Mike Lange
From Wikipedia, the free encyclopedia
Mike Lange is the radio play-by-play broadcaster for the Pittsburgh Penguins. In 2001, he received the Foster Hewitt Memorial Award for his outstanding work as an NHL broadcaster.
A native of Sacramento, California, Lange joined the Penguins as a radio announcer in 1974 after spending time as a commentator for the San Diego Gulls of the Western Hockey League. He left the Penguins after just one season, because the team was in bankruptcy and he had no guarantee of a job. Lange called Washington Diplomats soccer games, then returned to the Penguins for the 1976-77 season, where he became the central figure of the team's broadcast presence.
From 1975 until 2006, Lange served as the lead play-by-play announcer for the Penguins' hockey radio and television network. On June 29, 2006, citing a desire to go in a new direction, Fox Sports Pittsburgh fired Lange. He was replaced by Paul Steigerwald, who had previously done the radio broadcasts. On taking Lange's spot Steigerwald said, "I'm not going to try to replace him. I think he's irreplaceable."[1]
On August 4, 2006, Lange signed a one-year contract to work on Penguins' radio broadcasts. It will mark the 31st year that Lange has announced Penguins hockey.
Lange and then-colleague Steigerwald each made a brief appearance in the 1995 movie Sudden Death, starring Jean Claude Van Damme.
[edit] Expressions
Like fellow Pittsburgh sports announcers, Steelers announcer Myron Cope and the late Pirates announcer Bob Prince, Lange uses a repertoire of distinctive colorful expressions, sometimes called "Lange-isms" by his fans. A nearly complete listing is available here. While some are familiar phrases from pop culture, most are cryptic expressions of Lange's making. Among them are:
- "It's a... HOCKEY NIGHT in Pittsburgh!"
- "I'll be cow-kicked!
- "Oh no, Eddie Spaghetti!"
- "Hallelujah Hollywood!"
- "Heeeeeeeeeeeee shoots and scores!"
- "It would take a miracle on Grant Street to come back from this deficit."
- "Scratch my back with a hacksaw!"
- "Well shave my face with a rusty razor!"
- "Great balls of fire!"
- "He was hit so hard his kids will be born dizzy"
- "He's handing out checks like it's the first of the month!"
- "He's like a bull in a china shop!"
- "Donna needs a donut!"
- "He left the defensemen on the parkway going to the airport!"
- "Look out Loretta!"
- "Buy Sam a drink and get his dog one too!"
- "He doesn't know whether to cry or wind his watch"
- "Michael, Michael, Motorcycle"
- "He hasn't scored since the eighth-grade picnic."
- "Never teach a pig to sing!"
- "Get in the fast lane Grandma, the bingo game's ready to roll!"
- "She wants to sell my monkey!"
- "Call Arnold Slick from Turtle Creek!" (In western Pennsylvania creek is prounounced crick)
- "He beat him like a rented mule!"
- "They are buzzing like beeeees around a hive!"
- "They threw everything at him but the kitchen sink!"
- "He put (insert player name) on his wallet!"
- "He's all over 'em like a new pair of shoes."
- "Big Ben strikes one."
- "Ladies and gentlemen, Elvis has just left the building!"
- "Book 'em Danno!"
- "He picked his pocket like he was walking down 5th Avenue"
- "If you missed this, shame on you for six weeks."
- "He's smilin' like a butcher's dog"
- "He takes the heat out of a hot kitchen"
- "How much fried chicken can you eat?"
- "He gave 'em more moves than Mae West."
- "You ain't nothin' but a hound dog!"
- "Oh slap me silly Sidney!"
- "Get that dog off my lawn!"
- "And the kitchen is closed!"
- "He smoked him like a bad cigar!" (originally stated in Czech when the Penguins had Jaromir Jagr)
- "Go ahead, make my day!"
- "You'd have to be here to believe it!"
- "You can spit-shine your shoes, 'cause the Pens are going dancing with Lord Stanley!"
- "Lord Stanley, Lord Stanley, bring me the brandy!"
- "Go for it, Mario; go for it."
- "Never sit on a bald man's hat."
- "Lets go hunt moose on a Harley!"
[edit] References
- ^ "Penguins Don't Renew Announcer Lange's Contract", ThePittsburghChannel.com, posted June 29, 2006, accessed June 29, 2006.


**Goal of the exercise**
For every line below, restate it exactly and drop the images.

[Figure content listings]
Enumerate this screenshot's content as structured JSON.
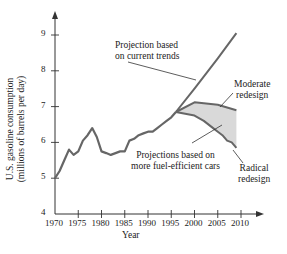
{
  "chart_data": {
    "type": "line",
    "title": "",
    "xlabel": "Year",
    "ylabel": "U.S. gasoline consumption (millions of barrels per day)",
    "xlim": [
      1970,
      2012
    ],
    "ylim": [
      4,
      9.6
    ],
    "x_ticks": [
      1970,
      1975,
      1980,
      1985,
      1990,
      1995,
      2000,
      2005,
      2010
    ],
    "y_ticks": [
      4,
      5,
      6,
      7,
      8,
      9
    ],
    "grid": false,
    "series": [
      {
        "name": "Historical",
        "x": [
          1970,
          1971,
          1972,
          1973,
          1974,
          1975,
          1976,
          1977,
          1978,
          1979,
          1980,
          1981,
          1982,
          1983,
          1984,
          1985,
          1986,
          1987,
          1988,
          1989,
          1990,
          1991,
          1992,
          1993,
          1994,
          1995,
          1996
        ],
        "values": [
          5.0,
          5.2,
          5.5,
          5.8,
          5.65,
          5.75,
          6.05,
          6.2,
          6.4,
          6.15,
          5.75,
          5.7,
          5.65,
          5.7,
          5.75,
          5.75,
          6.05,
          6.1,
          6.2,
          6.25,
          6.3,
          6.3,
          6.4,
          6.5,
          6.6,
          6.7,
          6.85
        ]
      },
      {
        "name": "Projection based on current trends",
        "x": [
          1996,
          2000,
          2005,
          2009
        ],
        "values": [
          6.85,
          7.5,
          8.35,
          9.05
        ]
      },
      {
        "name": "Moderate redesign",
        "x": [
          1996,
          2000,
          2005,
          2009
        ],
        "values": [
          6.85,
          7.12,
          7.05,
          6.9
        ]
      },
      {
        "name": "Radical redesign",
        "x": [
          1996,
          2000,
          2002,
          2004,
          2005,
          2006,
          2007,
          2008,
          2009
        ],
        "values": [
          6.85,
          6.75,
          6.6,
          6.4,
          6.3,
          6.2,
          6.05,
          6.0,
          5.85
        ]
      }
    ],
    "annotations": [
      {
        "text": "Projection based on current trends",
        "target": "Projection based on current trends"
      },
      {
        "text": "Moderate redesign",
        "target": "Moderate redesign"
      },
      {
        "text": "Radical redesign",
        "target": "Radical redesign"
      },
      {
        "text": "Projections based on more fuel-efficient cars",
        "target": "shaded region between moderate and radical redesign"
      }
    ],
    "shaded_region": {
      "between": [
        "Moderate redesign",
        "Radical redesign"
      ],
      "color": "#d9d9d9"
    }
  },
  "labels": {
    "y_axis_line1": "U.S. gasoline consumption",
    "y_axis_line2": "(millions of barrels per day)",
    "x_axis": "Year",
    "proj_line1": "Projection based",
    "proj_line2": "on current trends",
    "moderate_line1": "Moderate",
    "moderate_line2": "redesign",
    "radical_line1": "Radical",
    "radical_line2": "redesign",
    "fuel_line1": "Projections based on",
    "fuel_line2": "more fuel-efficient cars",
    "xt": [
      "1970",
      "1975",
      "1980",
      "1985",
      "1990",
      "1995",
      "2000",
      "2005",
      "2010"
    ],
    "yt": [
      "4",
      "5",
      "6",
      "7",
      "8",
      "9"
    ]
  },
  "colors": {
    "line": "#666666",
    "shade": "#d9d9d9",
    "axis": "#333333"
  }
}
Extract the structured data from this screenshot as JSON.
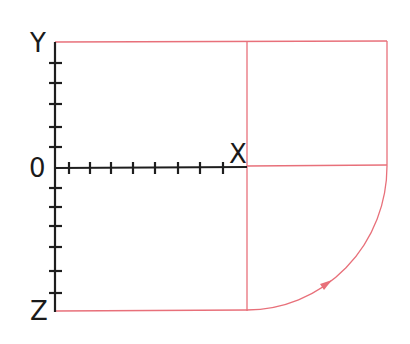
{
  "diagram": {
    "axes": {
      "y_label": "Y",
      "x_label": "X",
      "z_label": "Z",
      "origin_label": "0",
      "axis_color": "#1e1e1e"
    },
    "construction": {
      "line_color": "#e8707a",
      "description": "Oblique projection frame with quarter-circle arc and direction arrow"
    }
  }
}
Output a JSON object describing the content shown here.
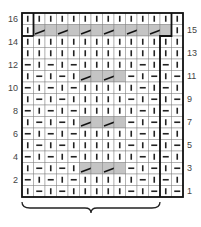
{
  "chart_data": {
    "type": "table",
    "title": "",
    "columns": 14,
    "rows_count": 16,
    "repeat_columns": [
      1,
      12
    ],
    "row_labels_left": [
      16,
      14,
      12,
      10,
      8,
      6,
      4,
      2
    ],
    "row_labels_right": [
      15,
      13,
      11,
      9,
      7,
      5,
      3,
      1
    ],
    "rows": [
      {
        "row": 16,
        "cells": [
          "K",
          "K",
          "K",
          "K",
          "K",
          "K",
          "K",
          "K",
          "K",
          "K",
          "K",
          "K",
          "K",
          "K"
        ]
      },
      {
        "row": 15,
        "cells": [
          "K",
          "C",
          "c",
          "C",
          "c",
          "C",
          "c",
          "C",
          "c",
          "C",
          "c",
          "C",
          "c",
          "K"
        ]
      },
      {
        "row": 14,
        "cells": [
          "K",
          "K",
          "K",
          "K",
          "K",
          "K",
          "K",
          "K",
          "K",
          "K",
          "K",
          "K",
          "K",
          "K"
        ]
      },
      {
        "row": 13,
        "cells": [
          "K",
          "K",
          "K",
          "K",
          "K",
          "K",
          "K",
          "K",
          "K",
          "K",
          "K",
          "K",
          "K",
          "K"
        ]
      },
      {
        "row": 12,
        "cells": [
          "P",
          "K",
          "P",
          "K",
          "P",
          "K",
          "K",
          "K",
          "K",
          "K",
          "P",
          "K",
          "P",
          "K"
        ]
      },
      {
        "row": 11,
        "cells": [
          "K",
          "P",
          "K",
          "P",
          "K",
          "C",
          "c",
          "C",
          "c",
          "P",
          "K",
          "P",
          "K",
          "P"
        ]
      },
      {
        "row": 10,
        "cells": [
          "P",
          "K",
          "P",
          "K",
          "P",
          "K",
          "K",
          "K",
          "K",
          "K",
          "P",
          "K",
          "P",
          "K"
        ]
      },
      {
        "row": 9,
        "cells": [
          "K",
          "P",
          "K",
          "P",
          "K",
          "K",
          "K",
          "K",
          "K",
          "P",
          "K",
          "P",
          "K",
          "P"
        ]
      },
      {
        "row": 8,
        "cells": [
          "P",
          "K",
          "P",
          "K",
          "P",
          "K",
          "K",
          "K",
          "K",
          "K",
          "P",
          "K",
          "P",
          "K"
        ]
      },
      {
        "row": 7,
        "cells": [
          "K",
          "P",
          "K",
          "P",
          "K",
          "C",
          "c",
          "C",
          "c",
          "P",
          "K",
          "P",
          "K",
          "P"
        ]
      },
      {
        "row": 6,
        "cells": [
          "P",
          "K",
          "P",
          "K",
          "P",
          "K",
          "K",
          "K",
          "K",
          "K",
          "P",
          "K",
          "P",
          "K"
        ]
      },
      {
        "row": 5,
        "cells": [
          "K",
          "P",
          "K",
          "P",
          "K",
          "K",
          "K",
          "K",
          "K",
          "P",
          "K",
          "P",
          "K",
          "P"
        ]
      },
      {
        "row": 4,
        "cells": [
          "P",
          "K",
          "P",
          "K",
          "P",
          "K",
          "K",
          "K",
          "K",
          "K",
          "P",
          "K",
          "P",
          "K"
        ]
      },
      {
        "row": 3,
        "cells": [
          "K",
          "P",
          "K",
          "P",
          "K",
          "C",
          "c",
          "C",
          "c",
          "P",
          "K",
          "P",
          "K",
          "P"
        ]
      },
      {
        "row": 2,
        "cells": [
          "P",
          "K",
          "P",
          "K",
          "P",
          "K",
          "K",
          "K",
          "K",
          "K",
          "P",
          "K",
          "P",
          "K"
        ]
      },
      {
        "row": 1,
        "cells": [
          "K",
          "P",
          "K",
          "P",
          "K",
          "K",
          "K",
          "K",
          "K",
          "P",
          "K",
          "P",
          "K",
          "P"
        ]
      }
    ],
    "colors": {
      "shade": "#c4c4c4",
      "line": "#222222",
      "grid": "#888888"
    }
  }
}
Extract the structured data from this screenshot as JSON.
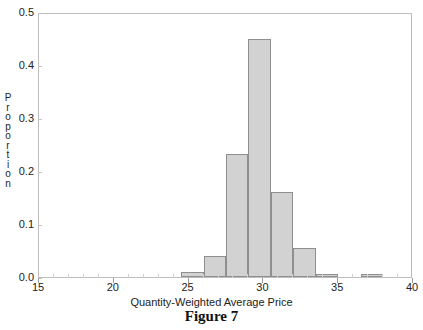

**Answer section**
Enumerate this screenshot's content as structured JSON.
{
  "chart_data": {
    "type": "line",
    "title": "",
    "xlabel": "Year",
    "ylabel": "U.S. gasoline consumption (millions of barrels per day)",
    "xlim": [
      1970,
      2012
    ],
    "ylim": [
      4,
      9.6
    ],
    "x_ticks": [
      1970,
      1975,
      1980,
      1985,
      1990,
      1995,
      2000,
      2005,
      2010
    ],
    "y_ticks": [
      4,
      5,
      6,
      7,
      8,
      9
    ],
    "grid": false,
    "series": [
      {
        "name": "Historical",
        "x": [
          1970,
          1971,
          1972,
          1973,
          1974,
          1975,
          1976,
          1977,
          1978,
          1979,
          1980,
          1981,
          1982,
          1983,
          1984,
          1985,
          1986,
          1987,
          1988,
          1989,
          1990,
          1991,
          1992,
          1993,
          1994,
          1995,
          1996
        ],
        "values": [
          5.0,
          5.2,
          5.5,
          5.8,
          5.65,
          5.75,
          6.05,
          6.2,
          6.4,
          6.15,
          5.75,
          5.7,
          5.65,
          5.7,
          5.75,
          5.75,
          6.05,
          6.1,
          6.2,
          6.25,
          6.3,
          6.3,
          6.4,
          6.5,
          6.6,
          6.7,
          6.85
        ]
      },
      {
        "name": "Projection based on current trends",
        "x": [
          1996,
          2000,
          2005,
          2009
        ],
        "values": [
          6.85,
          7.5,
          8.35,
          9.05
        ]
      },
      {
        "name": "Moderate redesign",
        "x": [
          1996,
          2000,
          2005,
          2009
        ],
        "values": [
          6.85,
          7.12,
          7.05,
          6.9
        ]
      },
      {
        "name": "Radical redesign",
        "x": [
          1996,
          2000,
          2002,
          2004,
          2005,
          2006,
          2007,
          2008,
          2009
        ],
        "values": [
          6.85,
          6.75,
          6.6,
          6.4,
          6.3,
          6.2,
          6.05,
          6.0,
          5.85
        ]
      }
    ],
    "annotations": [
      {
        "text": "Projection based on current trends",
        "target": "Projection based on current trends"
      },
      {
        "text": "Moderate redesign",
        "target": "Moderate redesign"
      },
      {
        "text": "Radical redesign",
        "target": "Radical redesign"
      },
      {
        "text": "Projections based on more fuel-efficient cars",
        "target": "shaded region between moderate and radical redesign"
      }
    ],
    "shaded_region": {
      "between": [
        "Moderate redesign",
        "Radical redesign"
      ],
      "color": "#d9d9d9"
    }
  },
  "labels": {
    "y_axis_line1": "U.S. gasoline consumption",
    "y_axis_line2": "(millions of barrels per day)",
    "x_axis": "Year",
    "proj_line1": "Projection based",
    "proj_line2": "on current trends",
    "moderate_line1": "Moderate",
    "moderate_line2": "redesign",
    "radical_line1": "Radical",
    "radical_line2": "redesign",
    "fuel_line1": "Projections based on",
    "fuel_line2": "more fuel-efficient cars",
    "xt": [
      "1970",
      "1975",
      "1980",
      "1985",
      "1990",
      "1995",
      "2000",
      "2005",
      "2010"
    ],
    "yt": [
      "4",
      "5",
      "6",
      "7",
      "8",
      "9"
    ]
  },
  "colors": {
    "line": "#666666",
    "shade": "#d9d9d9",
    "axis": "#333333"
  }
}
Extract the structured data from this screenshot as JSON.
{
  "diagram": {
    "axes": {
      "y_label": "Y",
      "x_label": "X",
      "z_label": "Z",
      "origin_label": "0",
      "axis_color": "#1e1e1e"
    },
    "construction": {
      "line_color": "#e8707a",
      "description": "Oblique projection frame with quarter-circle arc and direction arrow"
    }
  }
}
Output a JSON object describing the content shown here.
{
  "chart_data": {
    "type": "table",
    "title": "",
    "columns": 14,
    "rows_count": 16,
    "repeat_columns": [
      1,
      12
    ],
    "row_labels_left": [
      16,
      14,
      12,
      10,
      8,
      6,
      4,
      2
    ],
    "row_labels_right": [
      15,
      13,
      11,
      9,
      7,
      5,
      3,
      1
    ],
    "rows": [
      {
        "row": 16,
        "cells": [
          "K",
          "K",
          "K",
          "K",
          "K",
          "K",
          "K",
          "K",
          "K",
          "K",
          "K",
          "K",
          "K",
          "K"
        ]
      },
      {
        "row": 15,
        "cells": [
          "K",
          "C",
          "c",
          "C",
          "c",
          "C",
          "c",
          "C",
          "c",
          "C",
          "c",
          "C",
          "c",
          "K"
        ]
      },
      {
        "row": 14,
        "cells": [
          "K",
          "K",
          "K",
          "K",
          "K",
          "K",
          "K",
          "K",
          "K",
          "K",
          "K",
          "K",
          "K",
          "K"
        ]
      },
      {
        "row": 13,
        "cells": [
          "K",
          "K",
          "K",
          "K",
          "K",
          "K",
          "K",
          "K",
          "K",
          "K",
          "K",
          "K",
          "K",
          "K"
        ]
      },
      {
        "row": 12,
        "cells": [
          "P",
          "K",
          "P",
          "K",
          "P",
          "K",
          "K",
          "K",
          "K",
          "K",
          "P",
          "K",
          "P",
          "K"
        ]
      },
      {
        "row": 11,
        "cells": [
          "K",
          "P",
          "K",
          "P",
          "K",
          "C",
          "c",
          "C",
          "c",
          "P",
          "K",
          "P",
          "K",
          "P"
        ]
      },
      {
        "row": 10,
        "cells": [
          "P",
          "K",
          "P",
          "K",
          "P",
          "K",
          "K",
          "K",
          "K",
          "K",
          "P",
          "K",
          "P",
          "K"
        ]
      },
      {
        "row": 9,
        "cells": [
          "K",
          "P",
          "K",
          "P",
          "K",
          "K",
          "K",
          "K",
          "K",
          "P",
          "K",
          "P",
          "K",
          "P"
        ]
      },
      {
        "row": 8,
        "cells": [
          "P",
          "K",
          "P",
          "K",
          "P",
          "K",
          "K",
          "K",
          "K",
          "K",
          "P",
          "K",
          "P",
          "K"
        ]
      },
      {
        "row": 7,
        "cells": [
          "K",
          "P",
          "K",
          "P",
          "K",
          "C",
          "c",
          "C",
          "c",
          "P",
          "K",
          "P",
          "K",
          "P"
        ]
      },
      {
        "row": 6,
        "cells": [
          "P",
          "K",
          "P",
          "K",
          "P",
          "K",
          "K",
          "K",
          "K",
          "K",
          "P",
          "K",
          "P",
          "K"
        ]
      },
      {
        "row": 5,
        "cells": [
          "K",
          "P",
          "K",
          "P",
          "K",
          "K",
          "K",
          "K",
          "K",
          "P",
          "K",
          "P",
          "K",
          "P"
        ]
      },
      {
        "row": 4,
        "cells": [
          "P",
          "K",
          "P",
          "K",
          "P",
          "K",
          "K",
          "K",
          "K",
          "K",
          "P",
          "K",
          "P",
          "K"
        ]
      },
      {
        "row": 3,
        "cells": [
          "K",
          "P",
          "K",
          "P",
          "K",
          "C",
          "c",
          "C",
          "c",
          "P",
          "K",
          "P",
          "K",
          "P"
        ]
      },
      {
        "row": 2,
        "cells": [
          "P",
          "K",
          "P",
          "K",
          "P",
          "K",
          "K",
          "K",
          "K",
          "K",
          "P",
          "K",
          "P",
          "K"
        ]
      },
      {
        "row": 1,
        "cells": [
          "K",
          "P",
          "K",
          "P",
          "K",
          "K",
          "K",
          "K",
          "K",
          "P",
          "K",
          "P",
          "K",
          "P"
        ]
      }
    ],
    "colors": {
      "shade": "#c4c4c4",
      "line": "#222222",
      "grid": "#888888"
    }
  }
}
Extract the structured data from this screenshot as JSON.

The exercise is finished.